A veteran loyalist who was facing trial over two Troubles-related murders has died.
Winston “Winkie” Rea from Groomsport in County Down, had denied a number of offences.
Two of the charges against him were for the murders of Catholic men John Devine and John O’Hara more than 30 years ago.
He was also accused of membership of the paramilitary group, the Red Hand Commando.
His trial had been delayed because of his ill health.
A fresh investigation into the two deaths was prompted by information contained on tapes obtained from Boston College in the US.
In 2001 the college in Massachusetts began a five-year oral history project aimed at documenting perspectives on the Troubles from those involved in the conflict.
Former paramilitaries, both republican and loyalist, were interviewed about their roles in the 40 years of violence which blighted Northern Ireland on the understanding that their accounts would not be made public until after their deaths.

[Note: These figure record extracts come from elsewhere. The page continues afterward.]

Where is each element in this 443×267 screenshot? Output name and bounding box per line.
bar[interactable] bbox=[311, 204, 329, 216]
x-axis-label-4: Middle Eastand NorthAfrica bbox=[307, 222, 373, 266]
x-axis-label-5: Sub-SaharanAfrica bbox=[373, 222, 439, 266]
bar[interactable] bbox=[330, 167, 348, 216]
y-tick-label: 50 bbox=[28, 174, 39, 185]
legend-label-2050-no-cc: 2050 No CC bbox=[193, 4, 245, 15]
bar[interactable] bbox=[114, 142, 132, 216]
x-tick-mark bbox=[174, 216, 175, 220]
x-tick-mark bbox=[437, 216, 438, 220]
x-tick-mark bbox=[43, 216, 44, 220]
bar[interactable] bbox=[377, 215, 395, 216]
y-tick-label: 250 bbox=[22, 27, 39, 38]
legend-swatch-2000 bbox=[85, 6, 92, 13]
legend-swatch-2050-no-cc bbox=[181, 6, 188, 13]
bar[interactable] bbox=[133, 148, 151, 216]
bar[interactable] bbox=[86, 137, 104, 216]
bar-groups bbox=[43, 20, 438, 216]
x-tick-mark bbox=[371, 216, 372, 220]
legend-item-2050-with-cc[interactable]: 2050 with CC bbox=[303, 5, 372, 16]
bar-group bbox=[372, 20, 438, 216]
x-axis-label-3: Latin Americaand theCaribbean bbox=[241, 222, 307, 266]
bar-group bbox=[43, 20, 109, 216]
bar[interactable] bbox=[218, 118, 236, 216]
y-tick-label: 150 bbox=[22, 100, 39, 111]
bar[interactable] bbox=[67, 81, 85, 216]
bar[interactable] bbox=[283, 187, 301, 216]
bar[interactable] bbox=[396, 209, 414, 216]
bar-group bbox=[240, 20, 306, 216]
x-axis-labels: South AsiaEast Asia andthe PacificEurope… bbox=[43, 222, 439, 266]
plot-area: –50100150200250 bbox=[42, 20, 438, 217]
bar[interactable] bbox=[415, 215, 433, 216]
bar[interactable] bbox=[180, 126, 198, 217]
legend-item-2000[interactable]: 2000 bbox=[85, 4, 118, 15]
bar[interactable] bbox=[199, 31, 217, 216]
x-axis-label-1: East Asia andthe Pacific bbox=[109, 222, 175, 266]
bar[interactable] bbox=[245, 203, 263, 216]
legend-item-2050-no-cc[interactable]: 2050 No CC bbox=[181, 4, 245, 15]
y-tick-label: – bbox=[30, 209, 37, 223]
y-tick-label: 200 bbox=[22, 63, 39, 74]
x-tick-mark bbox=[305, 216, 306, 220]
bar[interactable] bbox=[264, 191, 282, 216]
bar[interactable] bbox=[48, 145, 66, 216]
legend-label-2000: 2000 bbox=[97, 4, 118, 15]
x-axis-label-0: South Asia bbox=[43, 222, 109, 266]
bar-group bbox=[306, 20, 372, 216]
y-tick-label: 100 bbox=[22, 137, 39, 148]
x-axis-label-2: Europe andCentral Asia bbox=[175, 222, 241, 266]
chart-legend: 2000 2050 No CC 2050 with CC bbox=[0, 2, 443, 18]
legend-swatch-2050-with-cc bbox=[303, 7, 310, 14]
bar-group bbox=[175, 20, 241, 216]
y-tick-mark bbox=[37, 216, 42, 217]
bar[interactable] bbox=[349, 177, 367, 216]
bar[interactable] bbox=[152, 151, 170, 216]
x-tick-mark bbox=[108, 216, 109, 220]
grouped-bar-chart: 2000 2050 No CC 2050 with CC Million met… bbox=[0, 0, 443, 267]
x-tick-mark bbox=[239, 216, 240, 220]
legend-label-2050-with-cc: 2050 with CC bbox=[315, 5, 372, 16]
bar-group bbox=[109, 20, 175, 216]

But subsequent court rulings in the US rendered that undertaking useless, as the PSNI were awarded custody of the tapes for investigative purposes.
Rea was jailed for eight years in 1973. Later, he played a role in bringing about the loyalist ceasefires in 1994.
He was part of the Progressive Unionist Party (PUP) team that took part in negotiations leading to the Good Friday Agreement in 1998.
Rea was in his early 70s at the time of his death.